Long Tail (Last edited: Thursday, 2 August 2007, 06:12 PM)
A marketing phenomenon that gets a lot of public mention these days. From an Internet perspective, you often hear 'long tail' referred to as keyword phrases that tend to be a bit long (4 words or more is common) and new sites are continually urged by self proclaimed gurus to set their sites on long tail keywords becuase these gurus either believe in the Google Sandbox or think that the average Joe is simply incapable of mastering the techniques needed to get top placements on competitive 2 or 3 keyword phrases.
GIVE ME A BREAK!
Chasing long tail would bring you nothing but grief. To understand why, consider the true nature of long tail. The 'long tail' occurs in large, aggregation markets. Amazon made book buying a large aggregation market by amassing an enormous number of titles (books) that could be purchased online. It's 'long tail' are all the numerous books that are not the top sellers but which account for the majority of it's sales.
Chris Anderson wrote the book that coined the long tail term and folks have been chattering away about the phenomenon ever since. But the long tail only exists in large markets like what Amazon did for online book sales or Netflix did for DVD rentals.
Chasing 'long tail' in a small market does not make sense. Most sites don't have more than a thousand or so products and some have only a couple hundred. That means you don't have enough products to be an aggreator and use a long tail aggregator model. And, while I am not disputing the data Chris Anderson has to share with us, my experience and that of my clients is that sales come from the 'head' (competitive keywords) not the 'tail'. Below is a graph of search activity on two sites over a couple weeks. See how few of the search terms converted? But almost all search terms were relevant to the sites' themes so it was not a matter of phrases not matching the web page. Most of these phrases were 4 words long or longer.
The converting search terms were less than 2% of all search terms used to get to the site. And of those terms that converted, the majority of sales came from a handful of competitive keyword phrases.
Long tail is not worth active pursuit. Now if we can naturally rank for long tail along with our competitive keywords, all the better, we just won't make it a focus.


Your assignment | Every entry in the following listing must be restated word for word, though not its pictures.

Material for the task |
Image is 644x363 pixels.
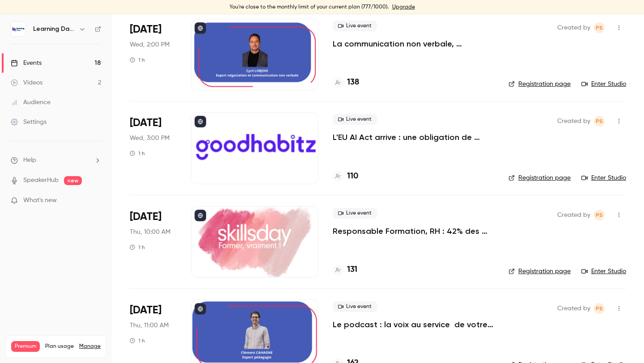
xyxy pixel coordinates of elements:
span: Premium [11,341,40,352]
span: PS [596,22,603,34]
div: Oct 8 Wed, 3:00 PM (Europe/Paris) [130,112,177,183]
span: Created by [557,302,591,314]
span: Created by [557,209,591,221]
a: Le podcast : la voix au service de votre pédagogie [333,319,494,329]
li: help-dropdown-opener [11,155,101,165]
span: What's new [23,195,57,205]
div: Oct 8 Wed, 2:00 PM (Europe/Paris) [130,19,177,90]
span: Prad Selvarajah [595,209,605,221]
a: Upgrade [392,4,415,11]
a: SpeakerHub [23,176,59,185]
h4: 131 [348,263,358,276]
span: [DATE] [130,209,161,224]
div: 1 h [130,244,145,250]
iframe: Noticeable Trigger [90,196,101,205]
a: Registration page [509,267,571,276]
h4: 138 [348,76,359,88]
span: PS [596,115,603,127]
span: PS [596,302,603,314]
a: 138 [333,76,359,88]
div: Audience [11,98,50,107]
a: La communication non verbale, comprendre au delà des mots pour installer la confiance [333,38,494,49]
span: [DATE] [130,22,161,36]
span: Thu, 11:00 AM [130,321,169,329]
span: Live event [333,20,377,32]
span: new [64,176,82,185]
div: 1 h [130,56,145,63]
span: [DATE] [130,115,161,130]
a: Registration page [509,79,571,88]
span: [DATE] [130,302,161,317]
a: 110 [333,170,359,182]
a: Enter Studio [582,173,626,182]
a: 131 [333,263,358,276]
a: L'EU AI Act arrive : une obligation de formation… et une opportunité stratégique pour votre entre... [333,132,494,142]
img: Learning Days [11,22,25,36]
a: Enter Studio [582,267,626,276]
span: Wed, 3:00 PM [130,134,170,142]
a: Enter Studio [582,79,626,88]
a: Manage [79,343,101,350]
span: Created by [557,115,591,127]
div: Oct 9 Thu, 10:00 AM (Europe/Paris) [130,206,177,277]
span: Help [23,155,36,165]
a: Responsable Formation, RH : 42% des managers vous ignorent. Que faites-vous ? [333,225,494,236]
span: Live event [333,302,377,312]
div: 1 h [130,337,145,344]
span: Live event [333,208,377,219]
h6: Learning Days [34,24,75,34]
span: PS [596,209,603,221]
div: 1 h [130,150,145,156]
span: Wed, 2:00 PM [130,40,170,49]
a: Registration page [509,173,571,182]
div: Events [11,59,42,67]
span: Prad Selvarajah [595,22,605,34]
span: Created by [557,22,591,34]
span: Thu, 10:00 AM [130,227,171,236]
div: Settings [11,117,47,127]
span: Plan usage [45,343,74,350]
span: Prad Selvarajah [595,115,605,127]
span: Prad Selvarajah [595,302,605,314]
div: Videos [11,78,43,87]
h4: 110 [348,170,359,182]
span: Live event [333,114,377,125]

Result |
Image is 644x363 pixels.
xyxy pixel coordinates of elements:
span: Premium [11,341,40,352]
span: PS [596,22,603,34]
div: Oct 8 Wed, 3:00 PM (Europe/Paris) [130,112,177,183]
span: Created by [557,302,591,314]
span: Created by [557,209,591,221]
a: Le podcast : la voix au service de votre pédagogie [333,319,494,329]
li: help-dropdown-opener [11,155,101,165]
span: What's new [23,195,57,205]
div: Oct 8 Wed, 2:00 PM (Europe/Paris) [130,19,177,90]
span: Prad Selvarajah [595,209,605,221]
a: Upgrade [392,4,415,11]
a: SpeakerHub [23,176,59,185]
h4: 131 [348,263,358,276]
span: [DATE] [130,209,161,224]
div: 1 h [130,244,145,250]
iframe: Noticeable Trigger [90,196,101,205]
a: Registration page [509,267,571,276]
h4: 138 [348,76,359,88]
span: PS [596,115,603,127]
span: PS [596,302,603,314]
a: 138 [333,76,359,88]
div: Audience [11,98,50,107]
a: La communication non verbale, comprendre au delà des mots pour installer la confiance [333,38,494,49]
span: [DATE] [130,22,161,36]
span: Thu, 11:00 AM [130,321,169,329]
span: Live event [333,20,377,32]
span: new [64,176,82,185]
div: 1 h [130,56,145,63]
span: [DATE] [130,115,161,130]
a: Registration page [509,79,571,88]
span: [DATE] [130,302,161,317]
a: 110 [333,170,359,182]
a: Enter Studio [582,173,626,182]
a: 131 [333,263,358,276]
a: L'EU AI Act arrive : une obligation de formation… et une opportunité stratégique pour votre entre... [333,132,494,142]
img: Learning Days [11,22,25,36]
a: Enter Studio [582,267,626,276]
span: Wed, 3:00 PM [130,134,170,142]
a: Enter Studio [582,79,626,88]
a: Manage [79,343,101,350]
span: Created by [557,115,591,127]
div: Oct 9 Thu, 10:00 AM (Europe/Paris) [130,206,177,277]
span: Help [23,155,36,165]
a: Responsable Formation, RH : 42% des managers vous ignorent. Que faites-vous ? [333,225,494,236]
span: Live event [333,302,377,312]
div: 1 h [130,337,145,344]
span: Live event [333,208,377,219]
h6: Learning Days [34,24,75,34]
span: PS [596,209,603,221]
div: 1 h [130,150,145,156]
span: Wed, 2:00 PM [130,40,170,49]
a: Registration page [509,173,571,182]
div: Events [11,59,42,67]
span: Prad Selvarajah [595,22,605,34]
span: Created by [557,22,591,34]
span: Thu, 10:00 AM [130,227,171,236]
div: Settings [11,117,47,127]
span: Plan usage [45,343,74,350]
span: Prad Selvarajah [595,115,605,127]
span: Prad Selvarajah [595,302,605,314]
div: Videos [11,78,43,87]
h4: 110 [348,170,359,182]
span: Live event [333,114,377,125]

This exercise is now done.